**Work instructions**
If a record holds a picture, leave the picture out and copy everything else exactly.

--------

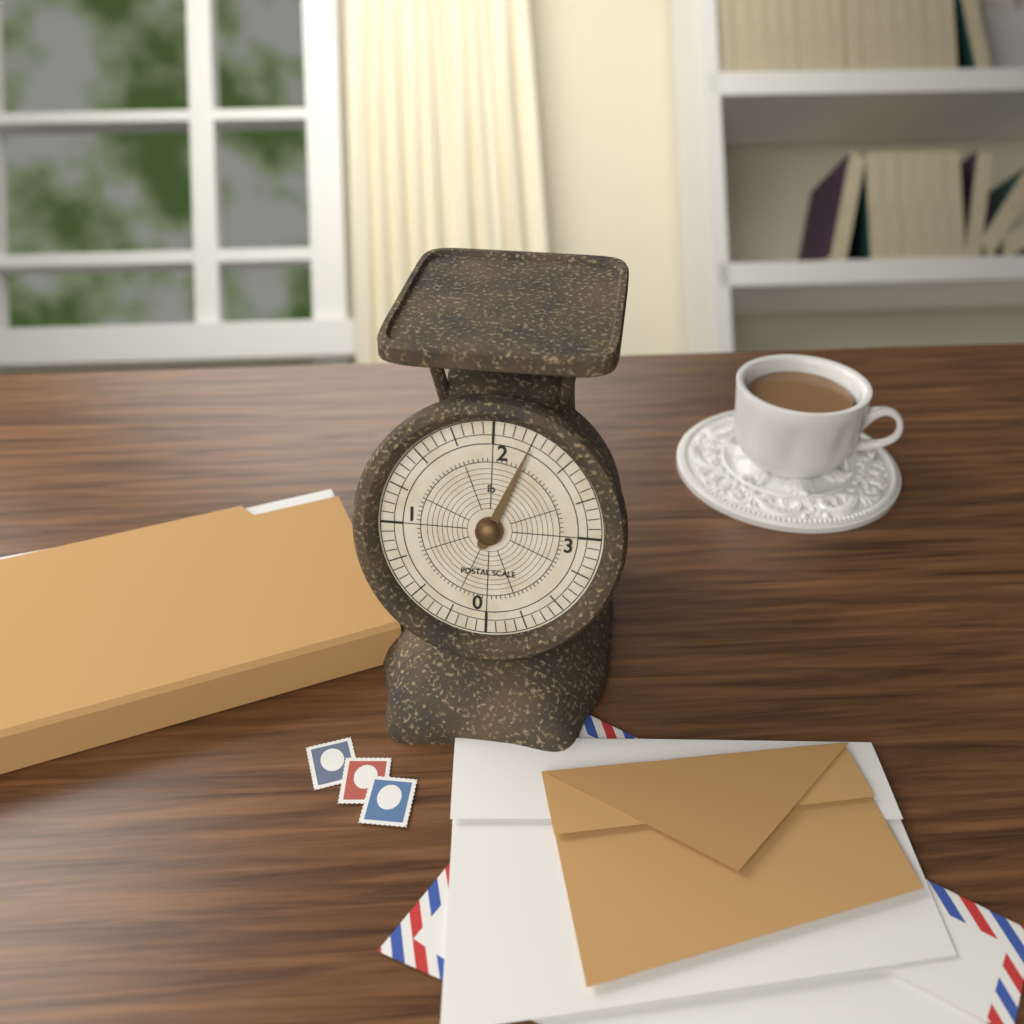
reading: 2.2500 lb
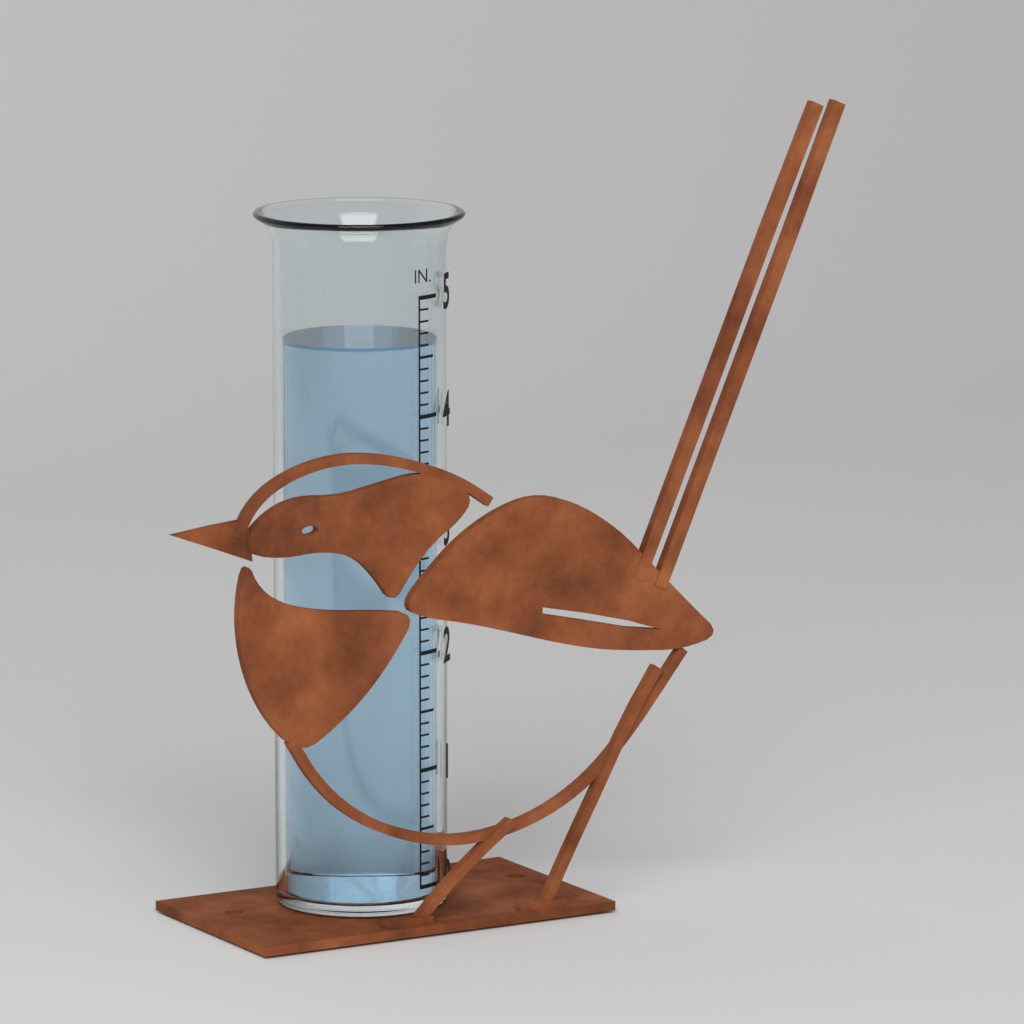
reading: 4.6 in
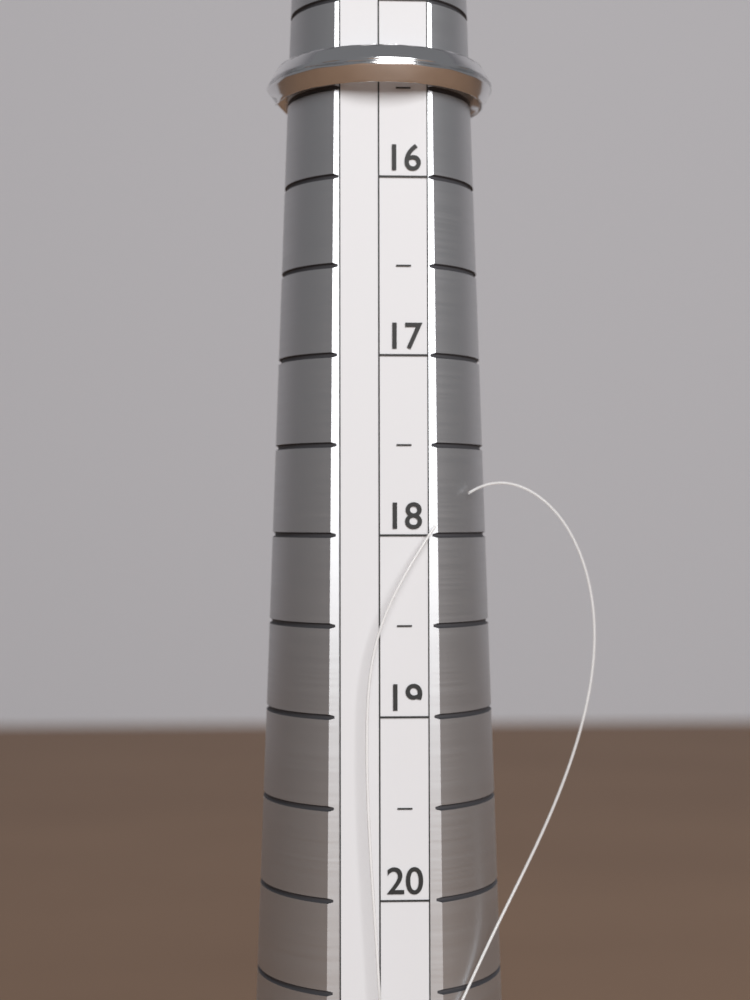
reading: 15.5 (no unit)
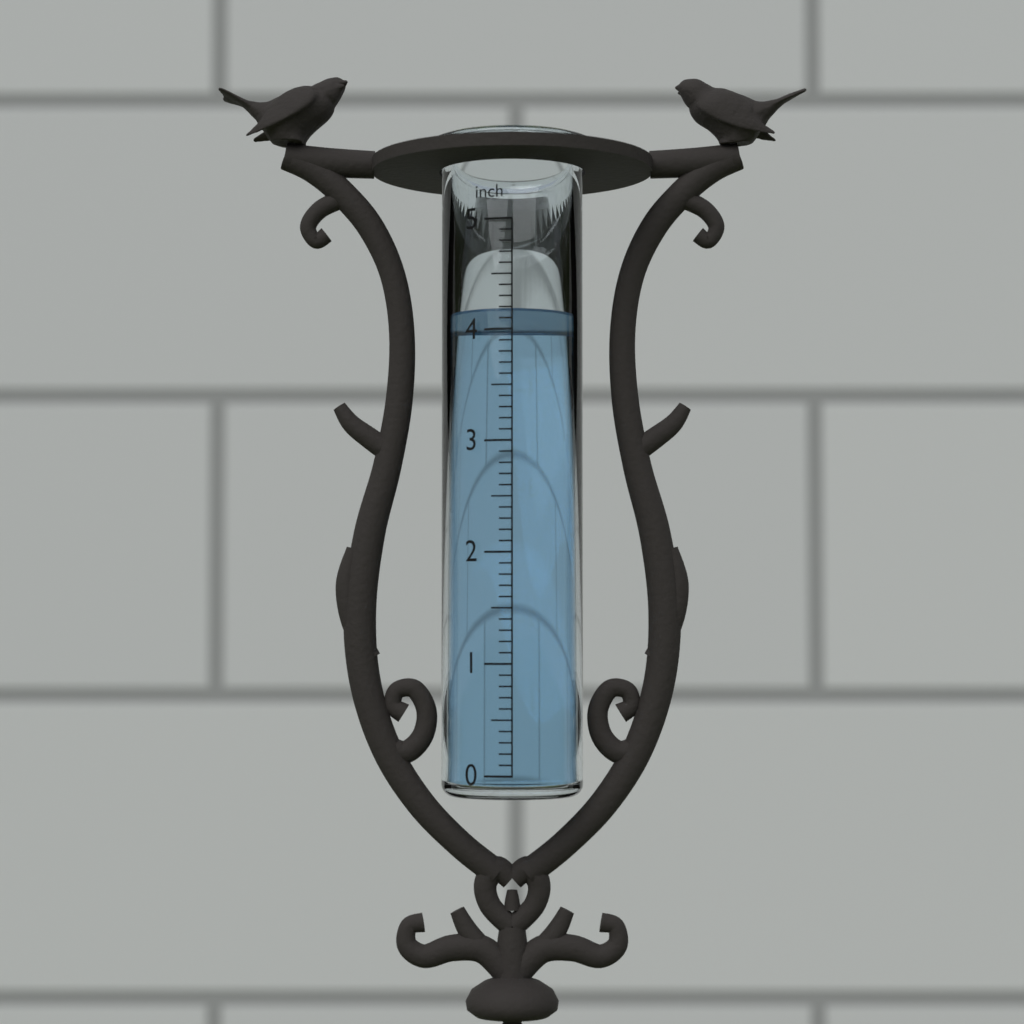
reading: 4.2 inch
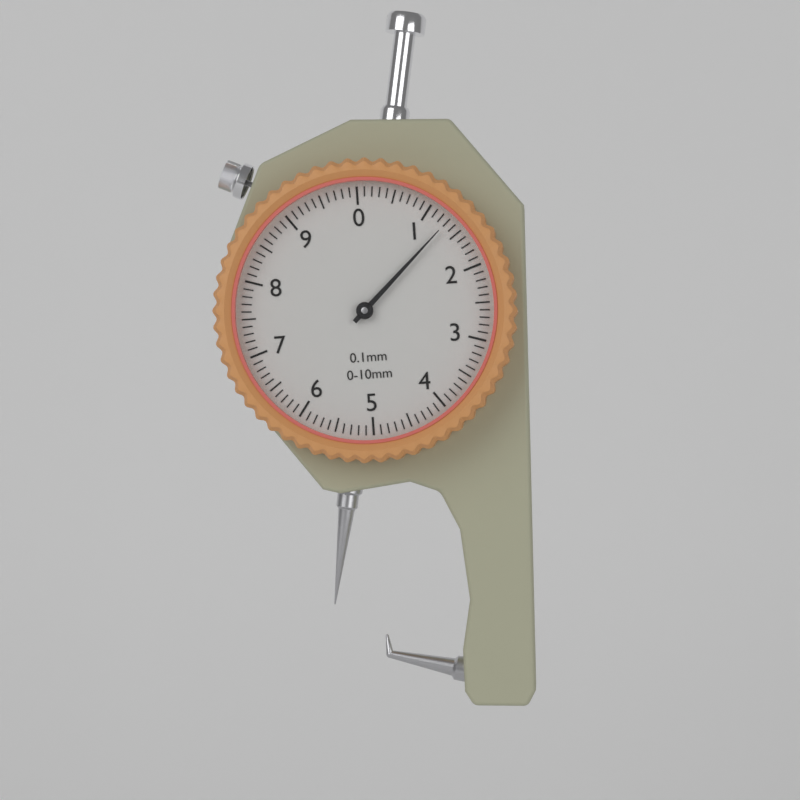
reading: 1.3 mm
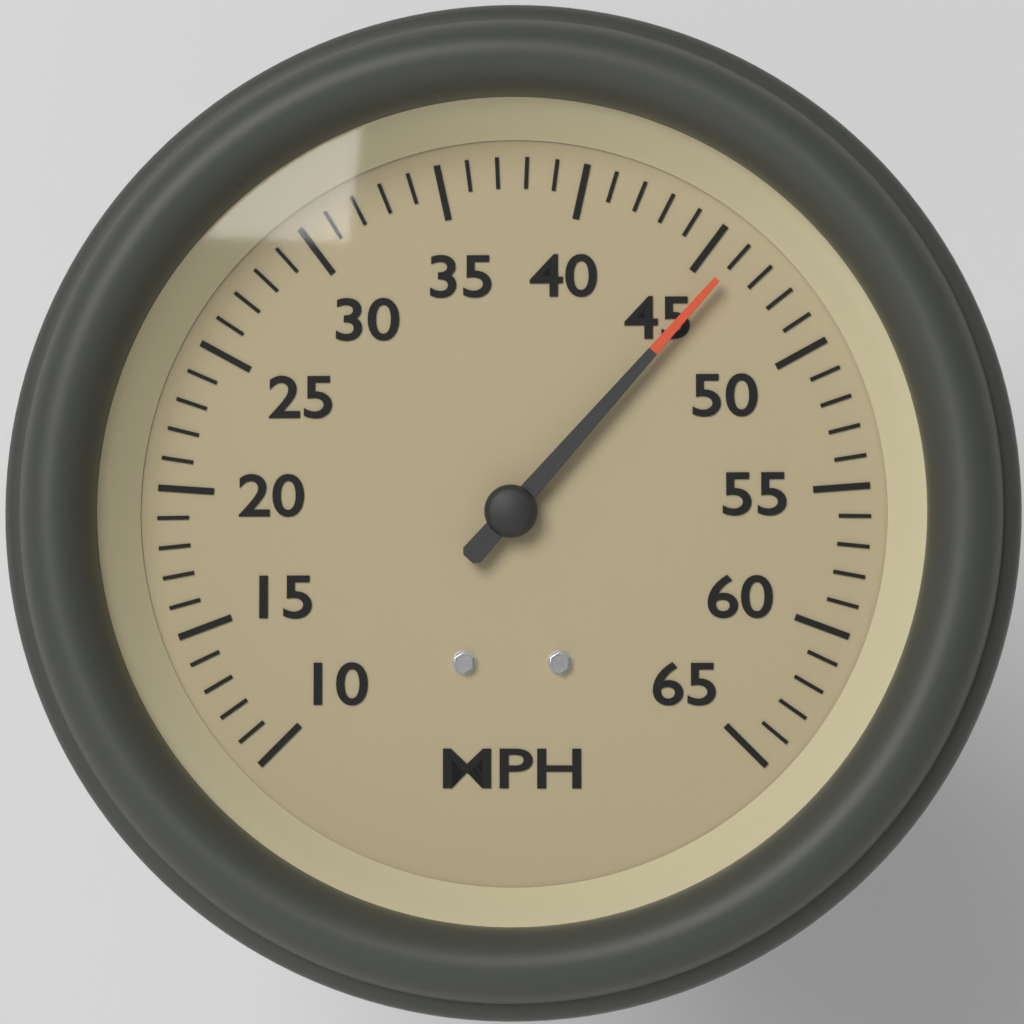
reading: 46 MPH
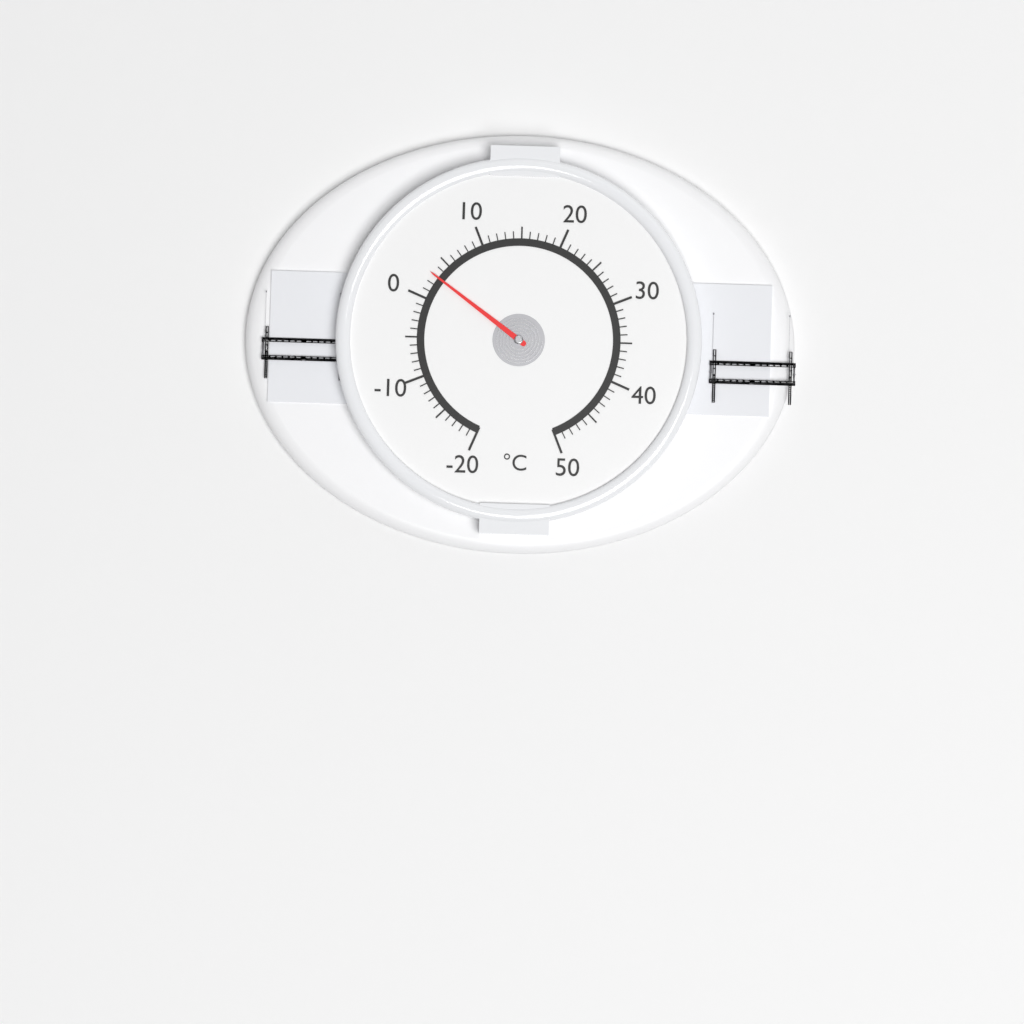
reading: 3 °C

--------

**Result of the task**
reading: 2.2500 lb
reading: 4.6 in
reading: 15.5 (no unit)
reading: 4.2 inch
reading: 1.3 mm
reading: 46 MPH
reading: 3 °C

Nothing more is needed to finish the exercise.